Insights from the Knight News Challenge: Applying design thinking
Photo credit: Flickr user Kristina Alexanderson.
The Institute of Design at Stanford — aka “the d.school” — does not grant degrees, and demand is high. Stanford graduate students must apply to individual courses, which have few openings due to space limitations. This means there are few opportunities to immerse oneself in this place for very long. The nine-month period I’ve spent as the d.school’s editor-in-residence has been a rare privilege and has offered me a unique window into the d.school’s much sought-after world of design thinking, also known as human-centered design.
This opportunity has also given me a new, vibrant lens through which to view my own work and the work of others. So when Knight Foundation invited me to be a reader for its current News Challenge, it was a fresh opportunity to bring my new perspective to bear on a wide variety of projects around a particularly important issue: How can we strengthen the Internet for free expression and innovation? I came away with two important insights.
- There’s more than one way to apply design thinking, but users always come first. I was tasked with reading nearly 90 of the roughly 700 entries Knight Foundation received. I repeatedly came across submissions in which applicants mentioned they were either using or planned to use design thinking or human-centered design to craft their projects. Some projects were further along than others, but the diversity of applications reminded me that whether you learn design thinking at the d.school or elsewhere, one core principle holds true: A proposed solution to a challenge is nothing if it fails to maintain a laser focus on the underlying user.
- Design thinking is more than a process.
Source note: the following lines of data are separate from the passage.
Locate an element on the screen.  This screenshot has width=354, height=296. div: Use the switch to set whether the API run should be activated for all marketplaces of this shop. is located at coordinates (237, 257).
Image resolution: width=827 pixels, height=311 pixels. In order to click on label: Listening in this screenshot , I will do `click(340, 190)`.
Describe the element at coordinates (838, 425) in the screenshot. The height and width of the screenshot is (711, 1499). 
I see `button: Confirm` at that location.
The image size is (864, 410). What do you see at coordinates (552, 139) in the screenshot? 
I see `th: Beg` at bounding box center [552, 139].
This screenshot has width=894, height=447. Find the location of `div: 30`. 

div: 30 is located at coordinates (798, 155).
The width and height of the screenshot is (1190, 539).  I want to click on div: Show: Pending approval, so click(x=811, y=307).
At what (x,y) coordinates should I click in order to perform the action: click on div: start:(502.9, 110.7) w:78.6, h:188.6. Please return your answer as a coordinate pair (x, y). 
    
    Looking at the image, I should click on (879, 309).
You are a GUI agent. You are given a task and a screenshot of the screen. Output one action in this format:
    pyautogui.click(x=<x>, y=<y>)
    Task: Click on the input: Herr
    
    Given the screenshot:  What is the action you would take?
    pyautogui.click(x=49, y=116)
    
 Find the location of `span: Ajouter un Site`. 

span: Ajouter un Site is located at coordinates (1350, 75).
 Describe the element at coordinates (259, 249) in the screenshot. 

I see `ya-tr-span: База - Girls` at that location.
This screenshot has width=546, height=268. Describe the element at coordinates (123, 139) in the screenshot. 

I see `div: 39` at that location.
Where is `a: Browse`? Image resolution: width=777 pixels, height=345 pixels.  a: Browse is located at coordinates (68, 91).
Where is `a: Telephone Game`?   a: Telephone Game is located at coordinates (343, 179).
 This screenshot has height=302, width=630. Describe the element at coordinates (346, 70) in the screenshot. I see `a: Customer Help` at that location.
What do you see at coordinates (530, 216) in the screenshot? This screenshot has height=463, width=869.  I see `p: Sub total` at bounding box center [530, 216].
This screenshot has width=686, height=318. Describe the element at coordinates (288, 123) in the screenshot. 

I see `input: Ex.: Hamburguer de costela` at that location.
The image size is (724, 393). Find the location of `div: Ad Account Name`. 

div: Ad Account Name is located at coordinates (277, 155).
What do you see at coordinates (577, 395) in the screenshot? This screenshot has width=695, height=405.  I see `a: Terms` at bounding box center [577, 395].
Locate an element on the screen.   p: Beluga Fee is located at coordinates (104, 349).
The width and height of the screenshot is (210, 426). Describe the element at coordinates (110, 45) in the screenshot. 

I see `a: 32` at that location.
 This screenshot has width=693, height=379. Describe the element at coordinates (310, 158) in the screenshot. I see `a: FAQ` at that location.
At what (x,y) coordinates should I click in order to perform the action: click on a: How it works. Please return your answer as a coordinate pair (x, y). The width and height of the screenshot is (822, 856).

My colleague, Jeremy Utley, co-director of executive education at the d.school, wrote a piece that has forever changed the way I think about design thinking. In it, he says that design thinking comprises a core set of principles. While it is taught as a process at the d.school for ease of instruction, it is actually a way to approach the messy work of creating your own process — one custom-fit to a multidisciplinary team and the challenge it faces. Beyond the sticky notes and whiteboards, it is a way of working and generally operating in the world that places users — real people with real stories and needs — at the center of a problem-solving effort.
This means spending a great deal of time (and perhaps more than you think you need) getting to know the people whose lives you seek to change. In doing so, the process will become your own, built on underlying design thinking principles. For example, I have learned that, if I have not left with a quote I can recite by heart after interviewing someone for a design project, I didn’t dive deeply enough. That’s my adjustment — an adaptation to the process as it was taught to me at the d.school to fit my needs and professional bias. Do I get a perfect result every time? No. Sometimes I even forget to apply the principles altogether, since they are still relatively fresh for me. But, like everything, it takes practice.
It’s worth noting that it took me a relatively long time to overcome my skepticism of the process, and I am not alone. I came to Stanford from the journalism world, specifically as an editor at The Washington Post — worlds away from the creative work undertaken at the d.school. I’ve come to learn, through my own experience and watching others, that initially working with design thinking principles can feel unnatural, especially if you come from a world of rigid hierarchies, schedules and product deliverables. But when you fully commit to engaging in this way, it can become the most natural and fruitful process in the world.
I am, even now, writing this piece as a break from designing material for a course I was invited to teach at the d.school with two colleagues: Melissa Kline Lee, a d.school fellow and trained social worker; and Taylor Cone, a d.school teaching fellow and expert river guide. Melissa conceived of the course, which is called “River of Life: Designing for Flow.” It seeks to guide students through design work to increase the capacity for flow in their daily lives. I was stuck for days in developing my segment of the course. It wasn’t until I began to receive feedback from students who planned to take the class that I could fully engage, and the worksheets and presentation documents fell into place.
Given my position at the d.school, I am often asked for advice on how to apply design thinking even as I continue to struggle applying these principles to develop my own process. If I were to offer any advice to those seeking to apply design thinking to their work, it would be this: Don’t wait for your users to come to you; go find them. Make them your addiction and the source of the energy behind your work. If you give them the time and the space they deserve in your process, you can’t go wrong.
On June 23, Knight Foundation will award $2.75 million, including $250,000 from the Ford Foundation, to support the most compelling ideas around the News Challenge question: How can we strengthen the Internet for free expression and innovation? Visit newschallenge.org to review the semifinalists.